From Katie Hirono on behalf of the US Society of Practitioners of Health Impact Assessment:
The Society of Practitioners of Health Impact Assessment (SOPHIA) seeks recommendations for exemplary HIA reports for the 2014 list of outstanding HIA reports. The SOPHIA Model HIA Reports Library functions as a periodically updated repository of exemplary HIA reports. The library is intended for:
  1. People who are unfamiliar with HIA and want to understand what a high caliber HIA report product might look like (for example, people thinking of commissioning an HIA)
  1. HIA practitioners seeking above average HIA reports as a reference
You may recommend HIAs done by yourself or other practitioners. The HIA can be on a project or policy, done in any location both in the U.S. and abroad, and be either stand-alone or done as part of an integrated assessment.  As we have already selected reports from 2009 – 2012, ideally these reports would have been released within the past 2 years. 
You must be a member of SOPHIA to submit a recommended HIA report (but can join easily here: http://hiasociety.org/?page_id=48).
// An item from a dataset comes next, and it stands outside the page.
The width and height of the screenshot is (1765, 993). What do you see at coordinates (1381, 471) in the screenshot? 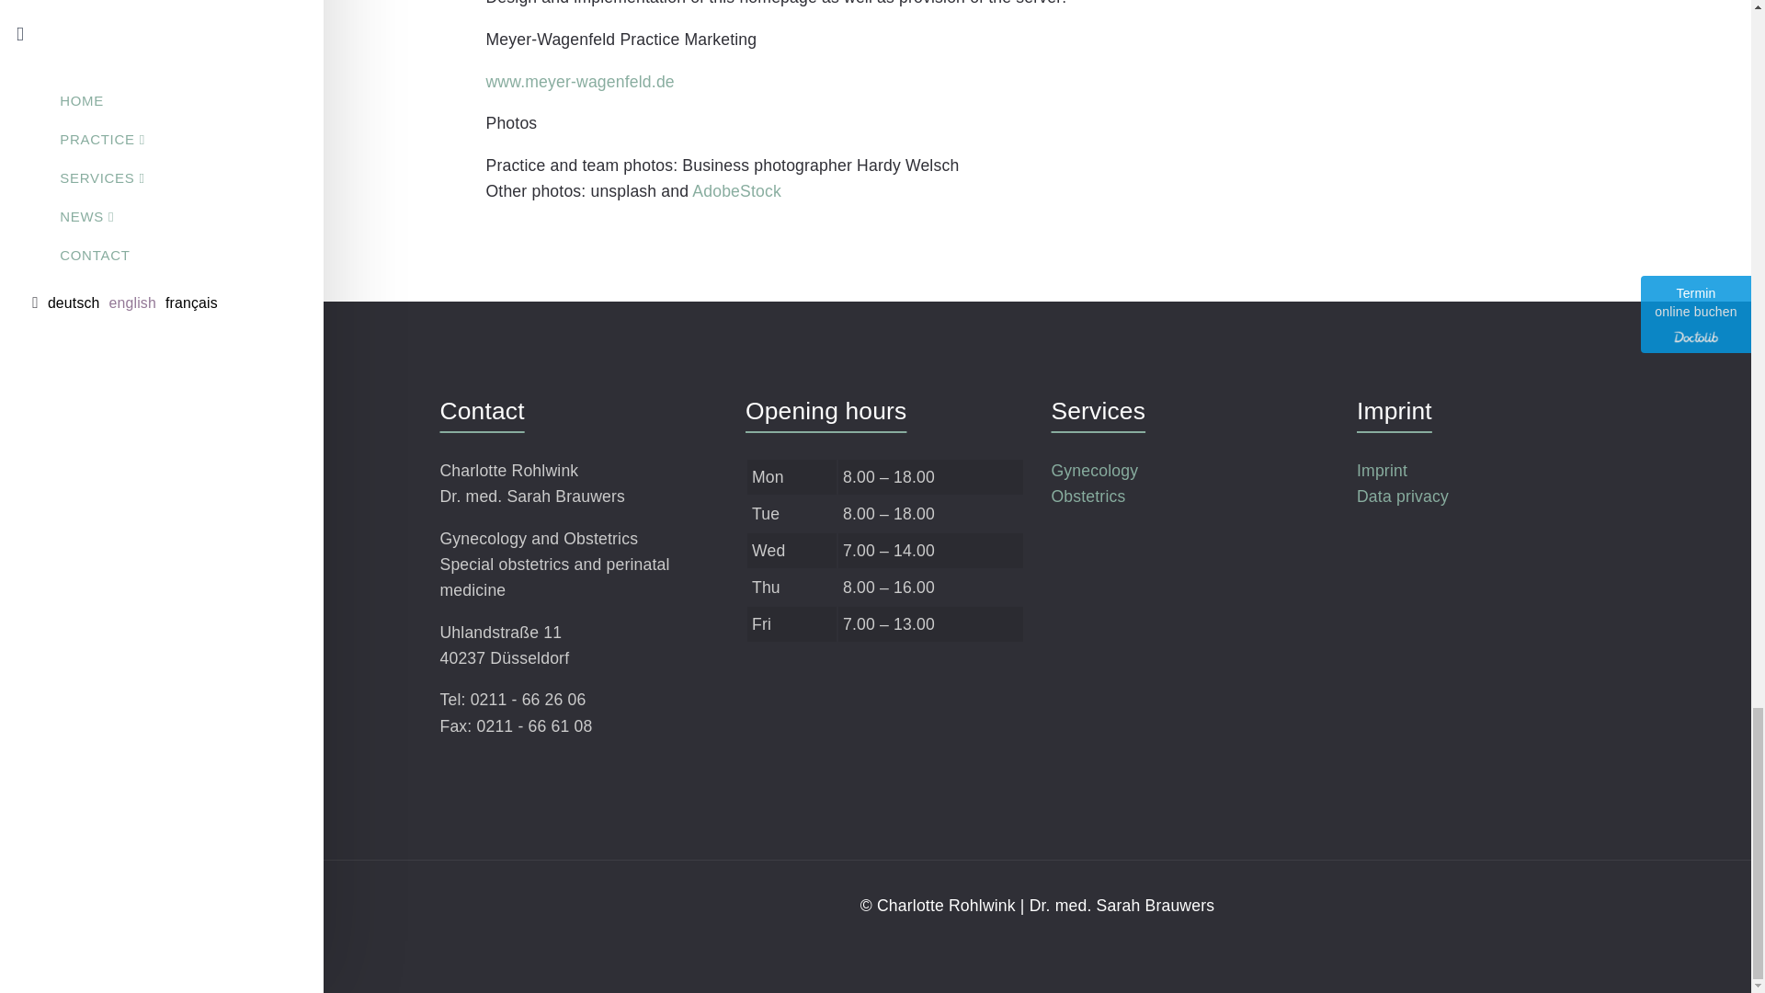
I see `Imprint` at bounding box center [1381, 471].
Or, click here to submit a recommendation: http://hiasociety.org/?page_id=29

20 March 2014

The effectiveness of HIAs conducted in Australia and New Zealand



It occurred to me that I haven't posted a link to the final report on the Australian Research Council-funded study on the effectiveness of HIAs conducted in Australia and New Zealand between 2005 and 2009. The report has lots of information in it. Download it here.
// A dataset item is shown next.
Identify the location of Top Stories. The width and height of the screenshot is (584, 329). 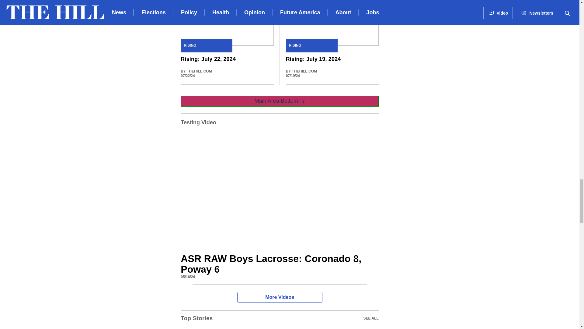
(279, 318).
San Francisco Department of Public Health's annual Health Impact Assessment Practitioners' Training

We are excited to announce that registration is now open for the San Francisco Department of Public Health's annual Health Impact Assessment Practitioners' Training (July 14-17, 2014). Register early at the link http://bit.ly/1mhK7lh

What is Health Impact Assessment?
Health impact assessment (HIA) is most often defined as “a combination of procedures, methods and tools by which a policy, program or project may be judged as to its potential effects on the health of a population, and the distribution of those effects within the population” (World Health Organization, 1999).  

The field of HIA and the process of getting health into decision-making continues to evolve and grow http://www.healthimpactproject.org/hia/us

How will you and your team enhance skill sets, leverage big data, meaningfully engage communities, and have collective impact? HIA is one of many tools that may be considered for health-protective policy and action.

About the SFDPH HIA Training

What:  
7th Annual Health Impact Assessment Practitioners Summer Training Course

Where:
TCE Oakland Conference Center, 1111 Broadway, 7th Floor, Oakland, CA

When:
July 14-17, 2014 (attendance all four days is mandatory)

Instructors:
HIA practitioners at the San Francisco Department of Public Health and community, academic, and local government partners

Cost:
$960 (includes the cost of course materials, breakfast and lunch; accommodations and travel not included).  We are working to raise funds to support attendance of organizations facing financial hardship. We STRONGLY encourage applications from community-based organizations who are actively planning, considering, or doing HIA to apply.